Atta chief shocked at decline
November 4, 2009 by Chanida Sa-ngiamphaisalsuk
Filed under News
Clients handled by Thailand’s tour operators were well below earlier estimates cited by the Association of Thai Travel Agents’ president, Surapol Sritrakul.
He admitted that he was disappointed by the latest report, 1 to 20 October, that covers clients handled by travel agencies at Suvarnabhumi Airport, Bangkok.
Instead of an anticipated 140,000 customers, members handled just 89,388. He blamed it on Thailand’s political situation and the threat of rail strikes, although very few mainstream tourists use the trains for their holiday travel.
Also on an international front, Thailand is not a front page story in global media and there has been very little change in the political scenario causing political observers to take a deep yarn and move on to more fertile territory.
Considering these factors, Mr Surapol’s comments on the cause of the continued decline in business lacks substance.
However, he assured members, the committee was working on bringing back tourists to the country through various campaigns that would reach business partners and also through participation in TAT road shows.
Foreign tourists arriving at Suvarnabhumi Airport and handled by Atta members, 1 January to 20 October, declined 30.05% from 1,797,362 to 1,257,206. The top five nationalities were China, Japan, India, Russia and Korea. Just three of the 20 top markets showed an increase. They were: India; Hong Kong and Iran.
Mr Surapol said he thought his members could garner 1.5 million trips by the end of the year, but it would be lowest result in the last 10 years.








Booking patterns are changing. The numbers are there. The question is why aren’t these numbers coming through ATTA members. Is it because travel is being booked online more than through traditional channels ? Shouldn’t ATTA leadership think more in terms of advising their members to get an online presence ? To market differently ?
Good point. Most of the ATTA members don’t even have staff who are competent in English, let alone able to make a website interactive and efficient. If these relics of the past don’t get their acts together the travel agency business in Thailand will die off completely. More and more tourist and business trip bookings are done online, but without a professional presence these agencies are living in another world. And the tourists don’t want illiterate, bad English and wild claims, just the facts. Competition is out there making a mint, so ATTA should invest as Ashley says, in advising members to come towards the light.
Have to agree with both of the above.
At our company, we note that now about 40% of our incoming passengers are now arriving through Phuket Airport due to the direct flights coming from various destinations.
Which of course we don’t have to inform ATTA about the above,even though we are one of ATTA members. Since ATTA only handles passengers arriving at Bkk International Airport.
ATTA also forgets that 60% of our tourists are repeaters – and definitely they would book their own arrangement not through travel agents.
Weep for this travel warrior. He hasn’t worked out that Thailand is yesterday’s brand and that no amount of “various campaigns” will work if the entire structure of the tourism industry is not revisited from the top. The TAT is putting people off visiting here because of their pathetic overseas freeloading tours, and when tourists get here it is the same old, same old, where you fom, buy me dink attitude of the operators.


» BRIEF:
Reproduce the whole listing, keeping each line as it is.

» ENTRIES PROVIDED:
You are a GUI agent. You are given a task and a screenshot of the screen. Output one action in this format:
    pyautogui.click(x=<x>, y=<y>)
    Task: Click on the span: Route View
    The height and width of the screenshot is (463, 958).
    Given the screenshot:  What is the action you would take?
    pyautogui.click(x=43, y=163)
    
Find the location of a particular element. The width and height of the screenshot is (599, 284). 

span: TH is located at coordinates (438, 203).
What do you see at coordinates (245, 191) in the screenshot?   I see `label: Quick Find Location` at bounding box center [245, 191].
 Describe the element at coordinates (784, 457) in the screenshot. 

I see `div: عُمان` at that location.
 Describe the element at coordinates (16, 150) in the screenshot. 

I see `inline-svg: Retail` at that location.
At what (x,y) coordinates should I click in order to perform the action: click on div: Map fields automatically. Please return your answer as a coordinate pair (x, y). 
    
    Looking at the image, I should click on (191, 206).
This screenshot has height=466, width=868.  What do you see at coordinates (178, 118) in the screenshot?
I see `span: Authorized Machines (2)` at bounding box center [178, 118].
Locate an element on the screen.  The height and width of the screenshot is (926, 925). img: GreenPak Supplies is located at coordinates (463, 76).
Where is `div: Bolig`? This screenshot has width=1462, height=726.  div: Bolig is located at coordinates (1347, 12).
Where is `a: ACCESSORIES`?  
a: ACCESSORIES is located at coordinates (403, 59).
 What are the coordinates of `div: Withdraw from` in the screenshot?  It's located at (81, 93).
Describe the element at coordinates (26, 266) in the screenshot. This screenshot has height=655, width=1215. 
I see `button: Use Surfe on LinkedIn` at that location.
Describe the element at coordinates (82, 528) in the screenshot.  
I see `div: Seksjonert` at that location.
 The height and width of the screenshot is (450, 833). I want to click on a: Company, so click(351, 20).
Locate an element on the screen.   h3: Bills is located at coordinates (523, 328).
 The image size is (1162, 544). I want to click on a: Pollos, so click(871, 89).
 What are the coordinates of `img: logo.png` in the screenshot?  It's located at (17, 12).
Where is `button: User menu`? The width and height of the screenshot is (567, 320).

» TASK RESPONSE:
You are a GUI agent. You are given a task and a screenshot of the screen. Output one action in this format:
    pyautogui.click(x=<x>, y=<y>)
    Task: Click on the span: Route View
    The height and width of the screenshot is (463, 958).
    Given the screenshot:  What is the action you would take?
    pyautogui.click(x=43, y=163)
    
Find the location of a particular element. The width and height of the screenshot is (599, 284). 

span: TH is located at coordinates (438, 203).
What do you see at coordinates (245, 191) in the screenshot?   I see `label: Quick Find Location` at bounding box center [245, 191].
 Describe the element at coordinates (784, 457) in the screenshot. 

I see `div: عُمان` at that location.
 Describe the element at coordinates (16, 150) in the screenshot. 

I see `inline-svg: Retail` at that location.
At what (x,y) coordinates should I click in order to perform the action: click on div: Map fields automatically. Please return your answer as a coordinate pair (x, y). 
    
    Looking at the image, I should click on (191, 206).
This screenshot has height=466, width=868.  What do you see at coordinates (178, 118) in the screenshot?
I see `span: Authorized Machines (2)` at bounding box center [178, 118].
Locate an element on the screen.  The height and width of the screenshot is (926, 925). img: GreenPak Supplies is located at coordinates (463, 76).
Where is `div: Bolig`? This screenshot has width=1462, height=726.  div: Bolig is located at coordinates (1347, 12).
Where is `a: ACCESSORIES`?  
a: ACCESSORIES is located at coordinates (403, 59).
 What are the coordinates of `div: Withdraw from` in the screenshot?  It's located at (81, 93).
Describe the element at coordinates (26, 266) in the screenshot. This screenshot has height=655, width=1215. 
I see `button: Use Surfe on LinkedIn` at that location.
Describe the element at coordinates (82, 528) in the screenshot.  
I see `div: Seksjonert` at that location.
 The height and width of the screenshot is (450, 833). I want to click on a: Company, so click(351, 20).
Locate an element on the screen.   h3: Bills is located at coordinates (523, 328).
 The image size is (1162, 544). I want to click on a: Pollos, so click(871, 89).
 What are the coordinates of `img: logo.png` in the screenshot?  It's located at (17, 12).
Where is `button: User menu`? The width and height of the screenshot is (567, 320).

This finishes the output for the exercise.